Gaming History, One Month at a Time

GTM-2016-11

November 2016

November 2016: PS4 Pro launches on November 10.

VRPS4 ProPokemon GoSwitch reveal

Gallery 01

News

Five researched month markers or context notes.

01

November 2016

PS4 Pro launches on November 10.

A period-context note for the month, written cautiously where the evidence is broader than one exact day.

release calendar card

02

November 2016

Final Fantasy XV finally releases on November 29.

A period-context note for the month, written cautiously where the evidence is broader than one exact day.

platform notice

03

November 2016

The old idea of a fixed console generation starts to bend.

A period-context note for the month, written cautiously where the evidence is broader than one exact day.

shop-window label

04

Across 2016

VR, slim consoles and Pro hardware make the generation feel less fixed than before.

A year-level context marker included to frame the month without claiming a new event happened on a specific day.

community clipping

05

Across 2016

Pokemon Go briefly makes games visible in streets, parks and town centres.

A year-level context marker included to frame the month without claiming a new event happened on a specific day.

context plaque

Gallery 02

Releases

Eight notable releases, led by month-specific anchors where evidence supports them.

November 29, 2016PS4 / Xbox One

JRPG

Final Fantasy XV

A decade-long project finally becomes a road trip.

January 26, 2016PC / PS4

puzzle

The Witness

A puzzle island becomes a notebook, a headache and a quiet obsession.

February 9, 2016PC / PS4

narrative adventure

Firewatch

A walking-sim mystery turns solitude and radio chatter into a shared mood.

February 26, 2016PC

life sim

Stardew Valley

A solo-made farming game becomes a comfort ritual for years.
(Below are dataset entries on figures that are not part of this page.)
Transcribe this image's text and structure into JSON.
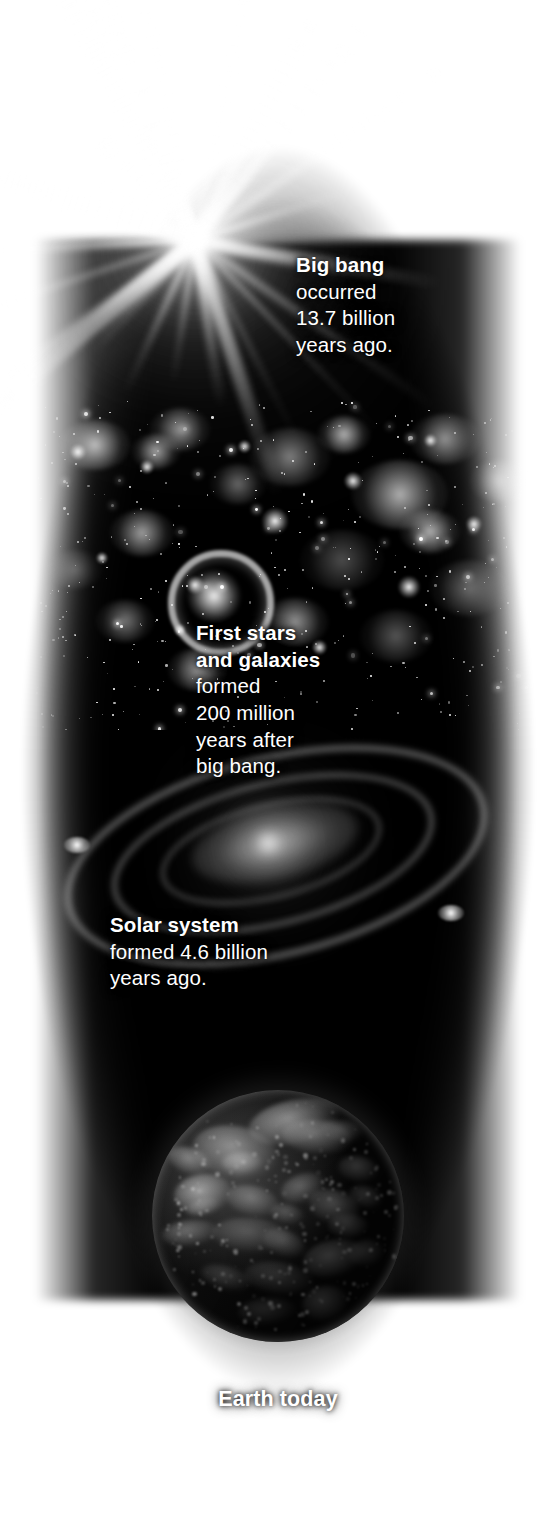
{
  "figure": {
    "background_color": "#ffffff",
    "column_color": "#000000",
    "text_color": "#ffffff"
  },
  "captions": {
    "big_bang": {
      "heading": "Big bang",
      "line1": "occurred",
      "line2": "13.7 billion",
      "line3": "years ago."
    },
    "first_stars": {
      "heading_line1": "First stars",
      "heading_line2": "and galaxies",
      "line1": "formed",
      "line2": "200 million",
      "line3": "years after",
      "line4": "big bang."
    },
    "solar_system": {
      "heading": "Solar system",
      "line1": "formed 4.6 billion",
      "line2": "years ago."
    },
    "earth": {
      "heading": "Earth today"
    }
  },
  "scenes": [
    {
      "name": "big-bang-starburst",
      "label": "Big bang"
    },
    {
      "name": "star-field",
      "label": "First stars and galaxies"
    },
    {
      "name": "spiral-galaxy",
      "label": "Solar system"
    },
    {
      "name": "earth-globe",
      "label": "Earth today"
    }
  ],
  "chart_data": {
    "type": "timeline",
    "orientation": "vertical",
    "unit": "years ago",
    "events": [
      {
        "label": "Big bang",
        "description": "occurred 13.7 billion years ago.",
        "value": 13.7,
        "unit": "billion years ago",
        "y": 0.16
      },
      {
        "label": "First stars and galaxies",
        "description": "formed 200 million years after big bang.",
        "value": 0.2,
        "unit": "billion years after big bang",
        "y": 0.45
      },
      {
        "label": "Solar system",
        "description": "formed 4.6 billion years ago.",
        "value": 4.6,
        "unit": "billion years ago",
        "y": 0.62
      },
      {
        "label": "Earth today",
        "description": "Earth today",
        "value": 0,
        "unit": "billion years ago",
        "y": 0.92
      }
    ]
  }
}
April 12, 2016PC / PS4 / Xbox One

action RPG

Dark Souls III

FromSoftware closes a cycle of ash, punishment and community archaeology.

May 10, 2016PS4

action adventure

Uncharted 4: A Thief's End

Naughty Dog gives PS4 one of its defining cinematic showcases.

May 13, 2016PC / PS4 / Xbox One

first-person shooter

Doom

id Software turns an old name into speed, metal and forward momentum.

May 24, 2016PC / PS4 / Xbox One

hero shooter

Overwatch

Blizzard makes hero composition, counters and payload chatter mainstream.

Gallery 03

Hardware

Platform, buying and industry context for the month and its wider year.

Xbox One S launches

Microsoft's slimmer console adds 4K video and HDR into a mid-generation refresh conversation.

PlayStation VR launches

Sony brings console VR to the high street, complete with demo pods, cables and cautious wonder.

PS4 Pro launches

Sony introduces a more powerful PS4 and makes 4K/HDR part of console marketing.

Nintendo reveals Switch

Nintendo's hybrid-console trailer changes NX from mystery codename to visible object.

Gallery 04

Magazine Covers

Reconstructed shelf markers for print, digital covers and late magazine culture.

2016

Edge

A reconstructed marker for VR, mid-generation hardware and a year of surprisingly varied software.

2016

PC Gamer UK

A PC marker for Overwatch, Doom, Stardew Valley, Civilization VI and No Man's Sky debate.

2016

Official PlayStation Magazine UK

A PlayStation marker for PS VR, PS4 Pro, Uncharted 4 and The Last Guardian.

2016

Official Xbox Magazine UK

An Xbox marker for One S, Forza Horizon 3, Gears 4 and Project Scorpio anticipation.

Gallery 05

Online Life

How the network felt around the edges of play.

Streams and servers

Pokemon Go briefly turns online maps into outdoor gatherings, town-centre loops and battery-pack rituals.

Services and stores

Overwatch makes hero picks, counters, Play of the Game clips and seasonal events part of everyday online speech.

Forums and feeds

No Man's Sky becomes a case study in hype, refunds, forums and the long life of post-launch repair.

Everyday connection

Discord, Twitch and Reddit increasingly define the first public draft of a game's reputation.

Gallery 06

What It Felt Like

A curator's narrative sketch of the month as lived culture.

01

The room

It felt like the generation was being stretched. Not replaced, exactly, but upgraded, accessorised and questioned.

02

The shelf

VR was both magical and faintly awkward: shop demos, headset hair, cables, motion sickness stories and one person playing while everyone else watched.

03

The conversation

Pokemon Go made gaming public in a way that felt almost surreal, especially in parks and high streets where players recognised each other without speaking.

04

The afterimage

By October, the Switch trailer gave Nintendo fans something they had badly needed: not proof yet, but a shape for hope.